Come now, child, adjust your eyes, for sight
To lose an umbrella is nothing. But to lose
The poet's sister lives the poet's life:
The poet's sister drives with any friend
To keep her there; she busses dirty dishes,
The poet's sister buys just one-way tickets,
To hold us down, that it is no excuse.
Been stitched and splinted. If the poet's bones
Or cut her losses with a pocket knife
Is here a lesser sense. Here you must learn
Directions through your fingertips and feet
And map them in your mind. I think some shapes
Will gradually appear. The pale things twisting
Overhead are mostly roots, although some worms
Arrive here clinging to their dead.
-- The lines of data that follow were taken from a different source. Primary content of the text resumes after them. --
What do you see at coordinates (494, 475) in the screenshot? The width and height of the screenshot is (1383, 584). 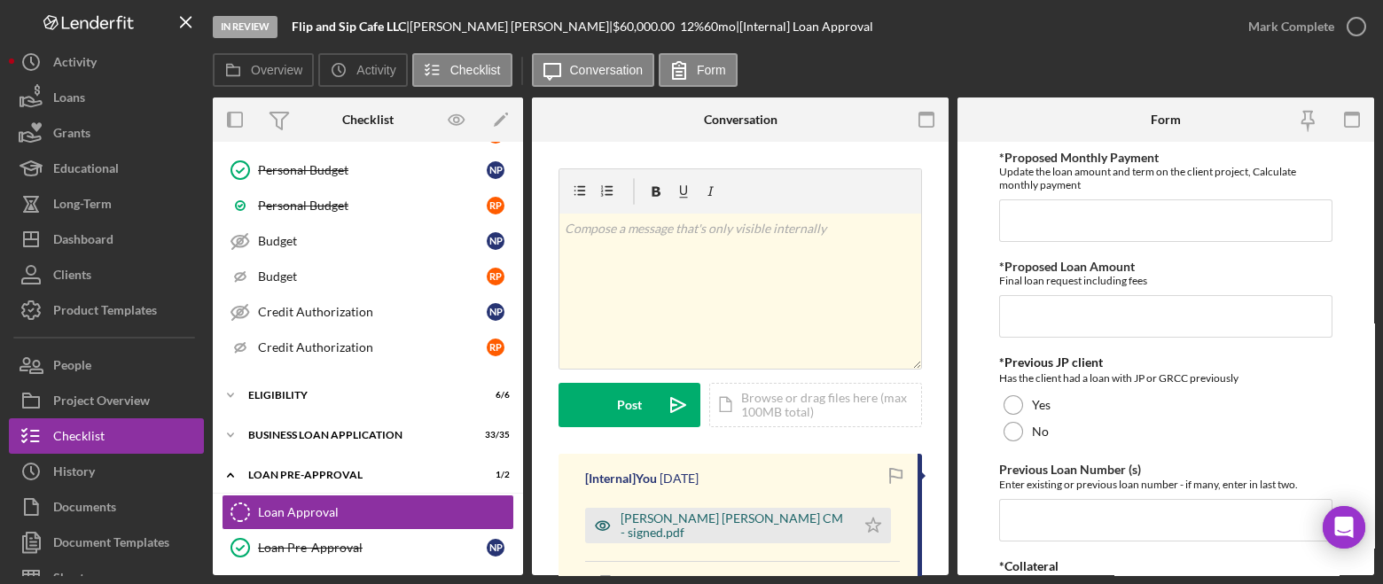 I see `div: 1 / 2` at bounding box center [494, 475].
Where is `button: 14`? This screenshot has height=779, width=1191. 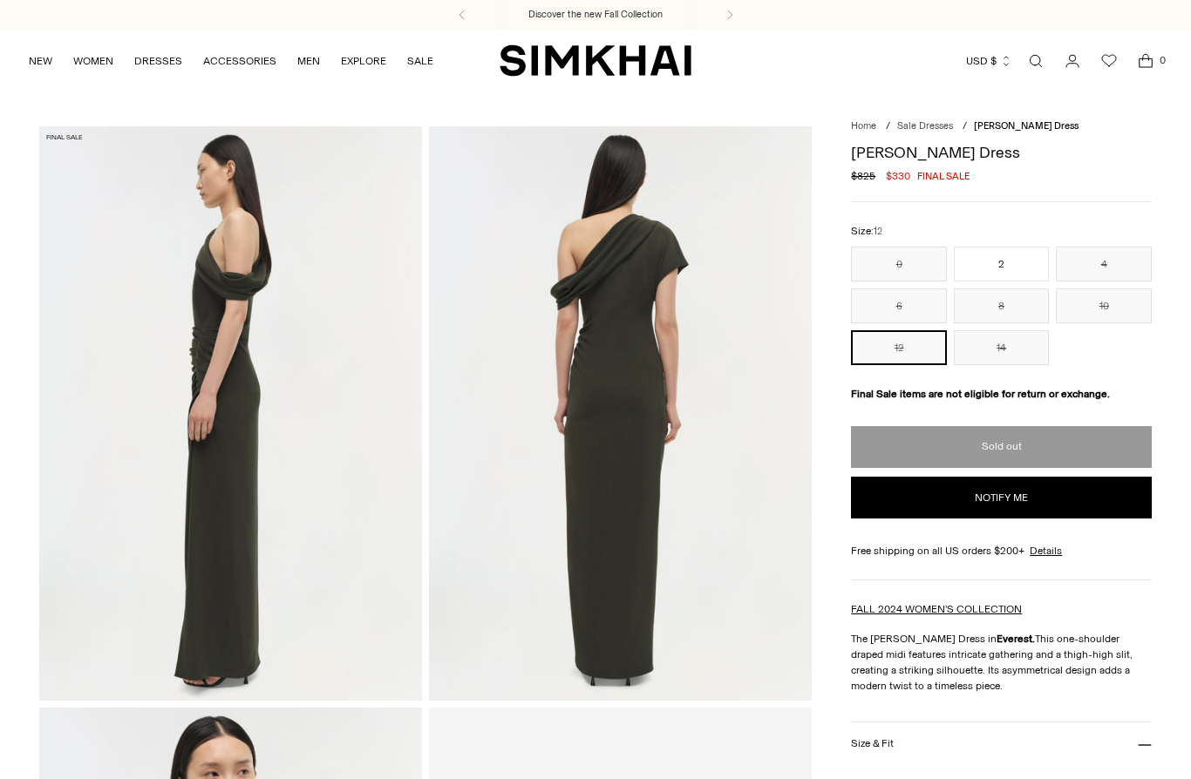 button: 14 is located at coordinates (1002, 348).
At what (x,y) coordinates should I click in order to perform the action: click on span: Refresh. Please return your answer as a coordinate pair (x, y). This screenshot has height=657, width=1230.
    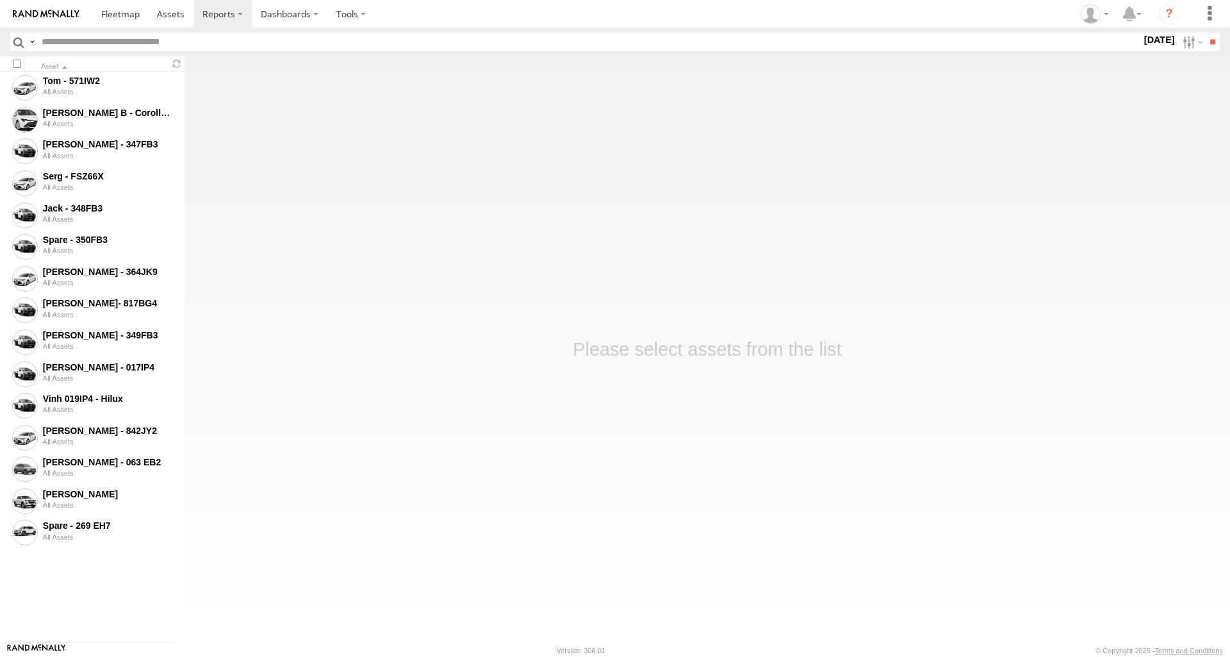
    Looking at the image, I should click on (177, 63).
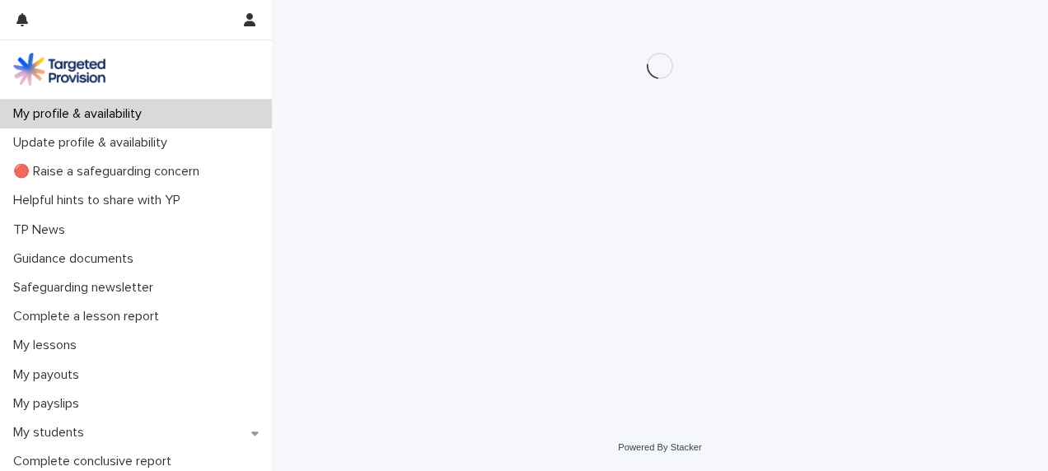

Turn here.
Ah. And in this hall will sit our thrones,
And here you shall be queen, my dear, the queen
Of all men ever to be born. No smile?
Well, some solemnity befits a queen.
These thrones I have commissioned to be made
Are unlike any you imagined; they glow
Of deep-black diamonds and lead, subtler
And in better taste than gold, as will suit
Your timid beauty and pale throat. Come now,
Down these winding stairs, the air more still
And dry and easier to breathe. Here is a room
For your diversions. Here I've set a loom
And silk unraveled from the finest shrouds
And dyed the richest, rarest shades of black.
Such pictures you shall weave! Such tapestries!
For you I chose those three thin shadows there,
And they shall be your friends and loyal maids,
And do not fear from them such gossiping
As servants usually are wont. They have
Not mouth nor eyes and cannot thus speak ill
Of you. Come, come. This is the greatest room;
I had it specially made after great thought
So you would feel at home. I had the ceiling
Painted to recall some evening sky--
But without the garish stars and lurid moon.
What? That stark shape crouching in the corner?
Sweet, that is to be our bed. Our bed.
Ah! Your hand is trembling! I fear
There is, as yet, too much pulse in it.
first appeared in The Beloit Poetry Journal
Elegy for the Lost Umbrella
An umbrella you've held on to year after year
Through various chances of rain, that you've gone back for
Into restaurants and shops, with your sopping shoes,
And leaning against the wall like a confident lover,
There it was-- "You'd be back." Beautiful!
Sage green, sprinkled with flowers, the cloth-covered handle...
But left on a west-bound train--everything's over
Like the end of a movie. You are suddenly light
As if it were that hook that was holding you steady
Through shifting sands of years, always ready
With its shadow and kindly cane. Or it might
Be you feel dizzy because of the sudden flare
Of Possible Umbrellas opening all around--
The ones you may yet have, flimsy or sound,
But fickle, tugging you off into thin air.
first appeared in The Formalist
The Poet's Sister
She keeps all her belongings in her car,
Then leaves the car behind. It is enough:
A whim's the wind that blows the compass-star.
Pushing west, or any westering love,
Sun-sets her gaze over the pulling horizon,
Takes any job that pays less than enough
Rises to waitressing, likes living rough,
Resides in tents and bathes among the fishes.
There is no roof that's clear or high enough.
Leaves no address to forward winter stuff.
She's seen the blast-off of Space Shuttle rockets;
She knows that gravity is not enough
The poet's sister has come close to death,
Had blood combed from her hair, been dreadful news
At an hour when shrieking phones are dread enough,
Don't twinge, foretelling snow, and if her love
Dawns steady from the east, and if she owns
Health-benefits, a cat, too much to leave
That chains her to her keys and carefulness:
The poet's sister lives, which is enough
Of loose rope-bridges and the sky's abyss.